Sunday, September 24, 2006

Am I a Feminist? Part IV--Tenets of Feminist Dogma

Background: Part I, Part II, Part III

There are many places where feminism and I agree.

I want fairness. If I’m doing the same job as someone with a penis, I want to be paid the same amount of money. I want procedures and business practices in place that don’t favor men or women over the other. I don’t want to be penalized in the workforce for using my breasts and uterus. One could argue that the fact that I have this biological plumbing, life is inherently unfair, but I do and God doesn’t have time to discuss the whys and wherefores with me. Since it’s a fact, I would like to be able to keep my job, if I want to stay home for a year. Maybe a graduated re-entry into work would work. Hell, a friend with a busted neck is receiving that treatment why not pregnant women? Why must a woman deny her unique biology and change to fit a man’s world? Why would so-called feminists support legislation that essentially discriminates against women?

I want respect. If the workplace is filled with many cultures and both genders, I don’t want to be hearing nasty language. I don’t want my breast fondled (happened). I don’t want a “business meeting” happen at the strip club, on the basketball court (happened) or golf course or anywhere else inhospitable to a woman. It is disrespectful.

At home, I don’t want it assumed that because I have ovaries, I also have an innate adoration of laundry, ironing, cooking, etc. I don’t want it assumed that cooking, cleaning, baking, playing, coloring, dressing, and all the other stuff is a natural, in-born gift. Much of it is drudgery.

At home, I want my husband to be as interested in the kid’s progress, as interested in their development as I am. I want him to clean up after himself and after the kids, too. That is just simple respect.

I don’t want a family life where my husband feels entitled to boss me around from his recliner ala Archie Bunker and wouldn’t know where to find a dish towel if his life depended on it.

Thankfully, my life isn’t what I describe above. And my life and my husband’s life are better for it. He has a relationship with his kids our fathers never had. We have a relationship that is better balanced. We divide labor in ways that aren’t necessarily gender-driven but talent and interest-driven.

I thank Feminism for these changes. Who wants to go back to the old days?

I thank feminism for the fact that it is not a crazy notion to know that I’ll start back in practice full time once the kids are all in school. I thank feminism for the push to get women educated. I thank feminism for pushing the notion of equal rights.

But there are ways where I do not hold to feminist dogma.

I am anti-abortion. Unless a woman is going to die, I am against abortion. I’ll get into they whys and wherefores some time and have in the past, but suffice it to say that I believe abortion is a crime against women and ultimately serves men and a society who don’t wish to support her.

I am pro-men. I like men. I don’t view them as devils and I don’t believe that women are so inherently, chromosomally superior that they wouldn’t make the same mistakes men have made given the same chances. In fact, what I see in the feminist world, is women making the same mistakes men made and calling them better because women are making them.

I view the neuterization of America with trepidation. I believe there is a useful purpose for testosterone and the inherent gender differences between the sexes. I do not hold to the dogma as some feminists do, that we are all the same and that gender differences are “magnified.” Rubbish. There is a spectrum of course, and men and women overlap in talents, etc. But there is a uniquely male perspective and I no more want the world rid of it than I want the world rid of the uniquely female perspective.

Why isn’t it possible these days to be both pro-women and pro-men? Why can’t a woman joyfully embrace her biological imperative and also joyfully embrace her contribution to the world however that manifests?

So, if you have read these posts, am I a feminist?

3 comments:

ElisaC said...

It seems clear to me that you are a feminist. The first half of this post are what I believe feminism is about...definitely not being anti-male.

Anonymous said...

Abortion was the nail in the coffin of the modern woman's movement. The prime example is that allegedly feminist journalist, I always forget her name, who said she would gladly get down on her knees to, let's call it service Bill Clinton, in order to thank him for keeping abortion legal. Feminism was suppossed to end woman's place as being a mere sexual handmaiden. Instead faminism ended up glorifying woman's place as sexual handmaiden, all in the name of legal abortion. Which of course was just a bunch of old men making it easier for young men to treat women as sexual handmaidens.

Melissa Clouthier said...

Thanks to abortion and easy divorce, I do believe that women have been reduced to "sexual handmaidens". Women are a repository for a man's needs getting met. She has glorified the animal in men and women in the name of "sexual freedom" as if the animal part of man is what defines freedom and what women should emulate.

A feminist, by the sexual revolution's definition, is no better than a horny teenage boy.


* **WHAT TO PRODUCE**
Since only the total is wanted, give the number of lines in the listing below that hold the string "axis" and add nothing.

[TASK INPUT Boundary: Start]

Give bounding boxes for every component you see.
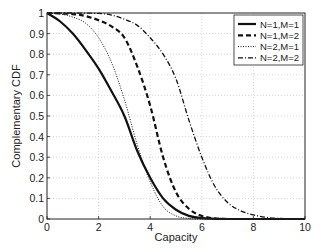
y-tick-label: 0.6 [29,89,44,101]
y-tick-label: 1 [38,7,44,19]
legend-label: N=1,M=2 [260,30,299,41]
x-tick-label: 4 [147,221,153,233]
y-tick-label: 0.3 [29,151,44,163]
ccdf-chart: 0246810 00.10.20.30.40.50.60.70.80.91 Ca… [0,0,325,252]
x-tick-label: 8 [250,221,256,233]
y-tick-label: 0.8 [29,48,44,60]
legend-label: N=2,M=2 [260,52,299,63]
y-tick-label: 0 [38,213,44,225]
y-tick-label: 0.9 [29,28,44,40]
legend-label: N=2,M=1 [260,41,299,52]
y-tick-label: 0.4 [29,131,44,143]
y-tick-label: 0.5 [29,110,44,122]
legend-label: N=1,M=1 [260,19,299,30]
x-tick-label: 6 [199,221,205,233]
x-tick-label: 0 [44,221,50,233]
x-tick-label: 2 [96,221,102,233]
x-axis-label: Capacity [155,231,198,243]
y-tick-label: 0.7 [29,69,44,81]
y-tick-label: 0.2 [29,172,44,184]
x-tick-label: 10 [299,221,311,233]
legend: N=1,M=1N=1,M=2N=2,M=1N=2,M=2 [234,15,303,65]
y-axis-label: Complementary CDF [10,64,22,168]
y-tick-label: 0.1 [29,192,44,204]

[TASK INPUT Boundary: End]

* **RESPONSE AREA**
2